Friday, November 4, 2022

Terrifier 2

It's funny. Two weeks ago today, I woke up and saw Boy Harsher had dropped a new single. I posted Burn it Down that day, hoping it heralded an upcoming full-length, not realizing less than twenty-four hours later, I would sit down in a cinema and hear the song featured in Halloween Ends. Then, last night, I went to see Terrifier 2 (at a Regal no less, which is just INSANE) and was overjoyed to hear "Pain," from the band's 2018 album Lesser Man.

Very cool to see these two blowing up. I love their music.




Watch:

I don't know what it says about our society that Terrifier 2 is having a pretty big run at big box theatre chains, and likewise, I don't know what it says about me that I liked it as much as I did. I'm still uncomfortable with the revelry these two flicks place on violence, but there's a larger picture emerging that has me quite intrigued. 

 

 Looks like my 31 days of Halloween are still going.
 


Read:

Holy cow. X-Men: RED absolutely blew me away this month. The level of planning, plotting and story architecture at work in the X-Books these days is pretty staggering, but the revelation of Abigail Brand's agenda is awe-inspiring. 

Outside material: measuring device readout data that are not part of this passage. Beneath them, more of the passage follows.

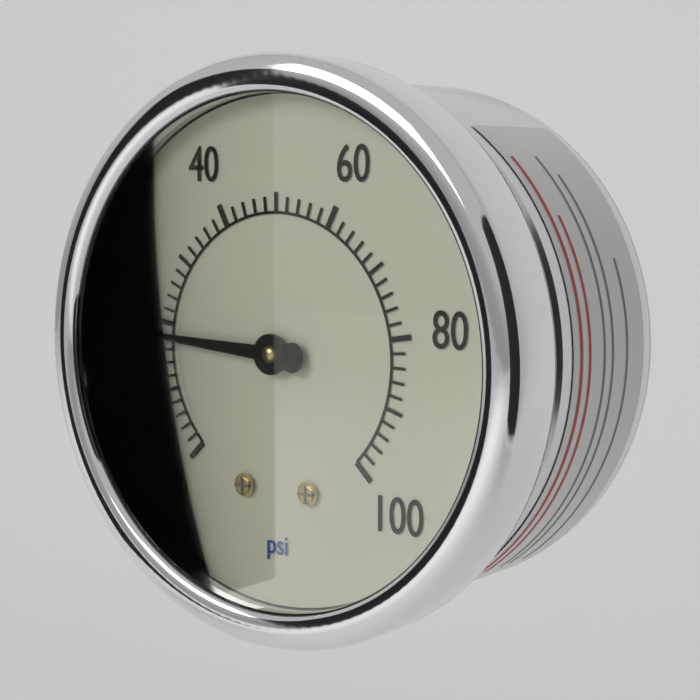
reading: 18 psi
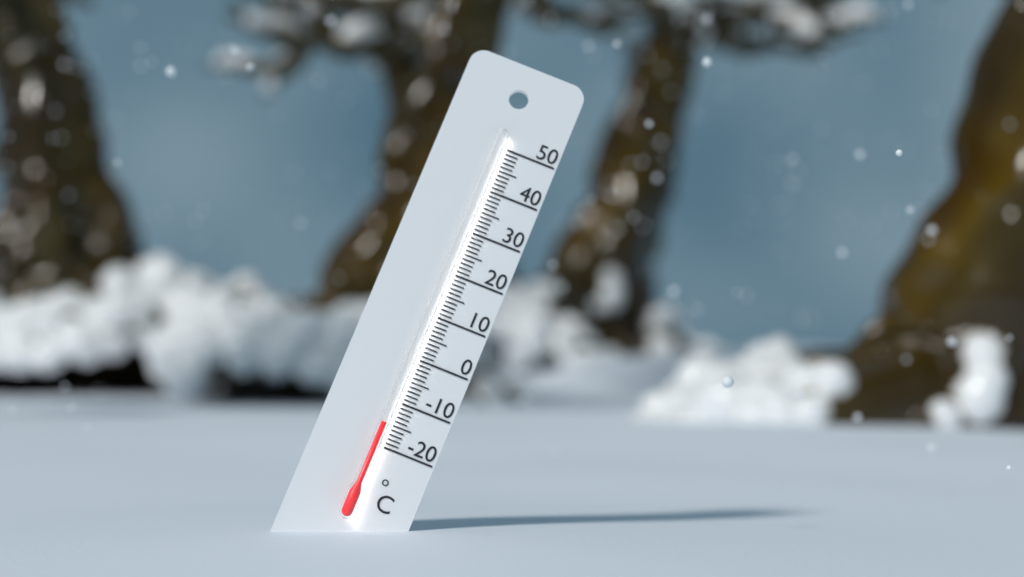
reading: -15 °C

There's something magical about the way this book meshes the cosmic Marvel Universe - Nova has been regularly seen in its pages - and the X-Men. Previously, even when Chris Claremont took his Uncanny X-Men book into cosmic territory - usually with the Sh'iar - I always kind of tuned out. I never cared about Lilandra, Gladiator or Cycolops' father and his team of space swashbucklers, or whatever they were. But something about SWORD vol. 2 and now X-Men read, the overall story they're telling and the galactic stage they've set, it's really working for me. (I still don't care about the Sh'iar, who figured prominently in this book, however, I will say that the crimes they are on the brink of war for are very intriguing). 

Oh, and I'm back to loving Cable. Who knew that would happen?




Playlist:

Opeth - In Cauda Venenum
Opeth - Watershed
Opeth - Deliverance
Ritual Veil - Wolf in the Night EP
Various - Terrifier 2 Soundtrack Playlist
Boy Harsher - Lesser Man
Bragolin - I Saw Nothing Good so I Left
Miami Nights 1984 - Sentimental




Card:


A new venture brings success and balance. Not gonna lie - kind of needed this after that murky year-end pull.